The Teacher Responsibilities guide has teeth

The Teacher Responsibilities Guide must be respected

A win for a member at the Fair Work Commission proves the value of a strong bargaining framework, writes Jarvis Ryan

The AEU NT recently secured a significant victory for a member using the dispute provisions of the teacher enterprise agreement (EA). We were able to show that the maximum contact hours specified in the Teacher Responsibilities Guide had been breached.

In the current EA, the AEU NT successfully negotiated the inclusion of a clause allowing disputes about the application of the Teacher Responsibilities Guide to be referred to the Fair Work Commission for conciliation.

In the view of the Full-Time Officers, the inclusion of the new clause meant that the contents of the guide effectively became part of the agreement.

This was an important win because many of teachers’ working conditions are specified in the guide, including expectations regarding face-to-face instruction, playground supervision duties, length of staff meetings and parent-teacher nights.

In our last bargaining round, a strategic aim of our union was to protect as many working conditions as possible by codifying them in the enterprise agreement (EA).

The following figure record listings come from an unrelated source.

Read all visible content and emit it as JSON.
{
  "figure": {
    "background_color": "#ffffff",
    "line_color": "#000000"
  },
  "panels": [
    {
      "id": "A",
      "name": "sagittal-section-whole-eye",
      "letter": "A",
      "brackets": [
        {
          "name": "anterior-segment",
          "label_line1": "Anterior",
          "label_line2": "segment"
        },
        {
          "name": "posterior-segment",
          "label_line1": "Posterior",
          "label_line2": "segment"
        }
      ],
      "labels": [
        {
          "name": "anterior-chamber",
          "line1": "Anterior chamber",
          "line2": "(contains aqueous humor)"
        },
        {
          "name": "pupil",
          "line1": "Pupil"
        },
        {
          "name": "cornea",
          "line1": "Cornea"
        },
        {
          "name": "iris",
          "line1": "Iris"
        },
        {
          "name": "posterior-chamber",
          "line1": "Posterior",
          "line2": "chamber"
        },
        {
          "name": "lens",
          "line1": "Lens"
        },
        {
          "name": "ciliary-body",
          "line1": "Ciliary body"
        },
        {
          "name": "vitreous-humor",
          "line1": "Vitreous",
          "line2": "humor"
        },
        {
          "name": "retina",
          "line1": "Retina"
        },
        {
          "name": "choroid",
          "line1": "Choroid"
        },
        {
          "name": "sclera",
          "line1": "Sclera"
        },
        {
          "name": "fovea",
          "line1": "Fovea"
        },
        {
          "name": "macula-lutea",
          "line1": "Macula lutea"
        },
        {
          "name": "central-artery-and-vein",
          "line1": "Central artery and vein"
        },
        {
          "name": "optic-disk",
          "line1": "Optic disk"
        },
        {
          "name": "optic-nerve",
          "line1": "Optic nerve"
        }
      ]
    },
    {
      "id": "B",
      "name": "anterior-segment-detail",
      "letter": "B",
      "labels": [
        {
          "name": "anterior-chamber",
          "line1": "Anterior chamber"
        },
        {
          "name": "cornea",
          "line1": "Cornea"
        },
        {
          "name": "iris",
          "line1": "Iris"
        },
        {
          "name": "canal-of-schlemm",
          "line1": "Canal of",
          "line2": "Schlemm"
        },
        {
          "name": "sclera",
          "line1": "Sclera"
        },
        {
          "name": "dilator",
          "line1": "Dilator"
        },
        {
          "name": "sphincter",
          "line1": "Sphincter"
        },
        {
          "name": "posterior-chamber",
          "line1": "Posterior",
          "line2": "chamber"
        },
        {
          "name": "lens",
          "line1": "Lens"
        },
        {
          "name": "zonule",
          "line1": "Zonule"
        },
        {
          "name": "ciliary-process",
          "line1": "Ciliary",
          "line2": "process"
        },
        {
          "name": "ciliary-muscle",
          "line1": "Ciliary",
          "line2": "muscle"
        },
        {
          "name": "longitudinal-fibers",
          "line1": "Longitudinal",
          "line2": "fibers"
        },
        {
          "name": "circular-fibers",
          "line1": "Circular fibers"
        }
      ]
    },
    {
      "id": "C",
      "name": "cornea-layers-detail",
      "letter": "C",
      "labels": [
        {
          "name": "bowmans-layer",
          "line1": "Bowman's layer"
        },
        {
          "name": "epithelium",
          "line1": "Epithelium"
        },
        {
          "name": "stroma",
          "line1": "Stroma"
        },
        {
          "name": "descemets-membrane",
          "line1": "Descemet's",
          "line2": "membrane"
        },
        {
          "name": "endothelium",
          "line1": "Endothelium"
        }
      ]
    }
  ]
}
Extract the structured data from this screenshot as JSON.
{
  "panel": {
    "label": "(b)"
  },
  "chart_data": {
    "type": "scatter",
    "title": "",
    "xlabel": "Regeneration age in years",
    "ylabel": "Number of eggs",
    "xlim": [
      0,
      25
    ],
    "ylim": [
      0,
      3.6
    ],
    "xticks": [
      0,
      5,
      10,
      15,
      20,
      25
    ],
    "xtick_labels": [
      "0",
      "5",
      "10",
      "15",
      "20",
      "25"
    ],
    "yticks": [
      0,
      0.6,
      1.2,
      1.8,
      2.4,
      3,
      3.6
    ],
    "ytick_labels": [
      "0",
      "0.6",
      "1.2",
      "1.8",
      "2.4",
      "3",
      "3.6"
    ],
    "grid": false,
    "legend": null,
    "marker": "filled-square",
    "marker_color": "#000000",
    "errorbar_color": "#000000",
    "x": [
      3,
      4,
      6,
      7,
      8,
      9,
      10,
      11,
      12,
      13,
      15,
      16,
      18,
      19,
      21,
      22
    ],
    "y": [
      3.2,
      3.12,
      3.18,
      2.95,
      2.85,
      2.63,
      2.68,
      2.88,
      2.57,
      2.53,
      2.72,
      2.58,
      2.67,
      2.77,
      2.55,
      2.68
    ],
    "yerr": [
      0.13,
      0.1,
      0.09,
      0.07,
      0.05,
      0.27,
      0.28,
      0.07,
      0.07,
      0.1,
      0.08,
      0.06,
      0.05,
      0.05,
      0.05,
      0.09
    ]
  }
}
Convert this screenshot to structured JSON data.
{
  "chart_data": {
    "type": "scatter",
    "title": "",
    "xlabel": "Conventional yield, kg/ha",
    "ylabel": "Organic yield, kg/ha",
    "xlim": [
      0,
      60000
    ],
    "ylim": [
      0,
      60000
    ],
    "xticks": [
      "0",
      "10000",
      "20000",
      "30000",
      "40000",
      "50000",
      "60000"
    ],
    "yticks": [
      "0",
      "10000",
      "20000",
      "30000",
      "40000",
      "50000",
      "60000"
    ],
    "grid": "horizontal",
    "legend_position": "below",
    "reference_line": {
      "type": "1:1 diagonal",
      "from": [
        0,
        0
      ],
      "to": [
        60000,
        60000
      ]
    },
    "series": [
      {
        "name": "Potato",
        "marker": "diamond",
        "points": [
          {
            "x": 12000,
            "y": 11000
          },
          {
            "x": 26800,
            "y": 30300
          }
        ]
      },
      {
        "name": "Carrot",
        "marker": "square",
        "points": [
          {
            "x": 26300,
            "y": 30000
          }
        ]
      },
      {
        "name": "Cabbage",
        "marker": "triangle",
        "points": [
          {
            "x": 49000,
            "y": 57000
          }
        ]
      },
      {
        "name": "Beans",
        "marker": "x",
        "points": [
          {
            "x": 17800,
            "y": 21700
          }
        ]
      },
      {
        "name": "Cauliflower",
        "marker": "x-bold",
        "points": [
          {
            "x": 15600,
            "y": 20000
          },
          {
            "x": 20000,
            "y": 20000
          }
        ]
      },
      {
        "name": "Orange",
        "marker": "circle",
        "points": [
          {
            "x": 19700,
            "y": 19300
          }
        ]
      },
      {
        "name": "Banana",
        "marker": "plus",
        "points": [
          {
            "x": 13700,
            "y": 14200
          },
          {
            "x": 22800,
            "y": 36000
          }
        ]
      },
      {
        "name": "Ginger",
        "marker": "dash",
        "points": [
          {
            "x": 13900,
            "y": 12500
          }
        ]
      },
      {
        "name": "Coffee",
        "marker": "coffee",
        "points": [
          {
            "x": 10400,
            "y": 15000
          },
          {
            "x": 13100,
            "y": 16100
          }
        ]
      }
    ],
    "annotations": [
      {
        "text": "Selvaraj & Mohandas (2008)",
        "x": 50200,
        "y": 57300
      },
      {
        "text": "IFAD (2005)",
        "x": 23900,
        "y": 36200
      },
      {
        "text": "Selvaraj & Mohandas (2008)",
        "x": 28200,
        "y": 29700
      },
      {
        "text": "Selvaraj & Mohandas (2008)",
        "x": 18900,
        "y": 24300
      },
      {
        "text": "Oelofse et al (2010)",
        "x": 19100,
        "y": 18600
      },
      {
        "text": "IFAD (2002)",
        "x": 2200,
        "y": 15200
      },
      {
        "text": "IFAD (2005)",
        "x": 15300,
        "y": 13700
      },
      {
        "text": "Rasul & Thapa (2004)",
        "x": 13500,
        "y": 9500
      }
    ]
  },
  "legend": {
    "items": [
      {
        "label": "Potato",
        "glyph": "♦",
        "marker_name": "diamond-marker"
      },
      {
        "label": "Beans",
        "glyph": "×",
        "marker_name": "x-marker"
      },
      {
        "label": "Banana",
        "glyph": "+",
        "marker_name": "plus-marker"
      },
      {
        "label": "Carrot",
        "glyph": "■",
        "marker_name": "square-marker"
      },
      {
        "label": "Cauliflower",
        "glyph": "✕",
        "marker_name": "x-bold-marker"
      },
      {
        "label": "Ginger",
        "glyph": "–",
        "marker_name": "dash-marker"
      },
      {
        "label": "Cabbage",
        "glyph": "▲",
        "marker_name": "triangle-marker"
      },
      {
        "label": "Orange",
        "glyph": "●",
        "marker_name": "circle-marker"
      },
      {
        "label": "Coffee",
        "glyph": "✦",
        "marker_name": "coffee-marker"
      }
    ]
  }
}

There are two reasons why we did this. Firstly, once a condition is included in the EA it is difficult for the employer to take it away in the future. Secondly, if a member believes their working conditions are being breached, the union office can lodge a formal dispute on their behalf.

Ideally, disputes will be resolved quickly and amicably by the intervention of departmental officers, but if that fails, we have recourse to the Commissioner for Public Employment and the Fair Work Commission.

We were able to test this in practice with a recent dispute on behalf of a member: a Darwin preschool teacher who was directed by his principal to work more than his maximum contact hours.

Maximum weekly face-to-face instruction time for preschool teachers is 23 hours and 40 minutes.

However, this teacher’s principal designed the preschool timetable such that teachers exceeded their maximum contact hours each week, with 27 contact hours. When he requested that the timetable be changed, the principal refused, claiming that other compensatory measures were in place.

There was a major problem with this defence. Although work arrangements typically allow for some flexibility, a principal does not have the right to unilaterally impose changes to the standard arrangement. There must be genuine consultation between a manager and the employee.

When our member requested the excessive contact hours be reduced, the principal should have complied. The guide states: “A teacher’s face-to-face commitment will not exceed the specified maximum except with the teacher’s agreement.”

However, the principal refused, and when the matter was not able to be resolved at the local level, the union lodged a dispute on his behalf. The member sought compensation for the additional contact hours he had worked, estimated at close to 130 over the year.

The Department initially took the position that the principal’s action was defensible because the member was not required to work more than 36 hours and 45 minutes – a reference to standard public service working hours that do not apply to teachers.

The union escalated the dispute to the Commissioner’s office and ultimately to the Fair Work Commission. The employer acknowledged a breach of our member’s conditions had occurred and agreed to significant compensation in the form of granting additional non-teaching time.

Our member viewed the dispute as a win, as did the Full-Time Officers, because we successfully tested the proposition that working conditions detailed in the Teacher Responsibilities Guide effectively form part of the enterprise agreement.

With the guide currently being reviewed in a joint process between the union and the Department, we will be seeking to ensure more core conditions are protected.

It is vital that we not only secure these conditions in legal agreements, but that we enforce them. This member taking a stand was a win for all members. That’s why I urge you to contact the union office for advice if you believe your working conditions are not being respected.

This article was also published in the Term 3-4, 2020 edition of the Territory Educator magazine.